At a glance
For some, the shutdown of schools, gyms, restaurants and team sporting activities offered a breather from our jam-packed schedules. For others, setting up the office at home blurred the boundary between business and pleasure, with work days morphing into work nights and work weekends.
As our lives slowly return to normal, productivity experts Kate Christie and Donna McGeorge say mindset is the key to managing our time more effectively.
Invest wisely
Our time is the most precious resource we have, and we need to start treating it as such, says Christie.
“Like our money, we need to invest our time for the greatest possible return. Think about where you want to invest your time for the day, and where you will get the biggest bang for your buck.”
Every activity performed comes at a cost, and, according to Christie, understanding the four different costs can help you find the driver you need to ensure your time is well spent.
Financial cost
Your time is money. Work out your hourly rate and apply that to each task you perform.
If your rate is A$50/hour, and you spend one hour each day on Facebook, that’s A$18,250 of your time spent on Facebook every year.
Opportunity cost
Each time you perform an activity is a trade-off for something else you could have done with that time. Could you have made more progress on a report than you did by attending that meeting? Would investing in a cleaner enable you to swap housework for something you love?
Emotional cost
If you feel guilty choosing an after-work function over an event at your child’s school, or feel stressed because you spent 15 minutes talking to a colleague about their personal issues when you could have used that time to be on the phone to a client, that is the emotional cost of your decision.
Physical cost
Does the way you spend your time leave you in physical pain?
If staying at the computer instead of taking your lunchtime walk means you’ll have back pain that will interrupt your sleep, your time may have been better spent taking your break and giving your back a reprieve, so you’re not tired and sore the next day.
Save space
McGeorge observes that most of us have an optimism bias when it comes to planning. We often significantly underestimate how long something will take us.
Her advice? Double the time you allocate.
McGeorge explains that we should treat our brains like we would our wardrobes and bookshelves – stuff any of them to the point of overflowing, and it becomes more difficult, and time-consuming, to get what we want out of them.
She believes 80 per cent capacity is ideal, and sustainable, because it leaves us room to cope with the unexpected.
Design your day
Too often our days are dictated by emails or other people’s agendas. McGeorge and Christie both advocate conscious planning of your workload by breaking it into selective batches.
The key is to identify those hours of the day when you work most effectively, and to reserve them for your hardest and most important high-value tasks.
High-value tasks, says Christie, are those that reflect your skill level and are either revenue-generating or cost-reducing. Low value tasks tend to be below your skill level, cost-inducing or easily delegated or rejected.
Time thieves
Our biggest time killers are multitasking and interruptions.
If you have your email alerts continually pinging, or if you toggle between screens or projects, you are probably not working at your most productive, says Christie.
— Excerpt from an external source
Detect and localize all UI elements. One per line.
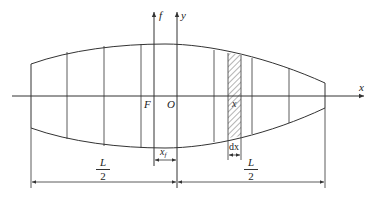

In fact, she says multitasking can reduce our productivity by up to 40 per cent.
Christie recommends allocating blocks of time to check in on all those “I want” or “I need” emails, rather than monitoring them all day. “Emails are someone else’s to-do list,” she says.
We also need to beware of the time saboteur. According to Christie, professionals are interrupted every eight minutes, and it can take them up to 23 minutes to get back on track. Protect your precious high-performance hours by saying “no” to interruptions.
Day's end
Just as it is important to start the day strong, McGeorge says we should also give attention to the way we finish our day.
She recommends setting aside at least 30 minutes at the end of the day to reflect on what you have accomplished, plan how you will use your protected hours and consider whether there is anything you can do now to alleviate the pressure in the morning – even choosing what to wear the next day.
“Don’t wait to get to work to decide how to spend the best two hours of your day,” says McGeorge.
“Your brain continues to work while you’re asleep, so if you have decided what you need to do the next day, you can wake up ready to hit the ground running.
“By consciously deciding what you are doing with your day, instead of just operating out of default, you can get off the vicious cycle and onto a productive cycle.”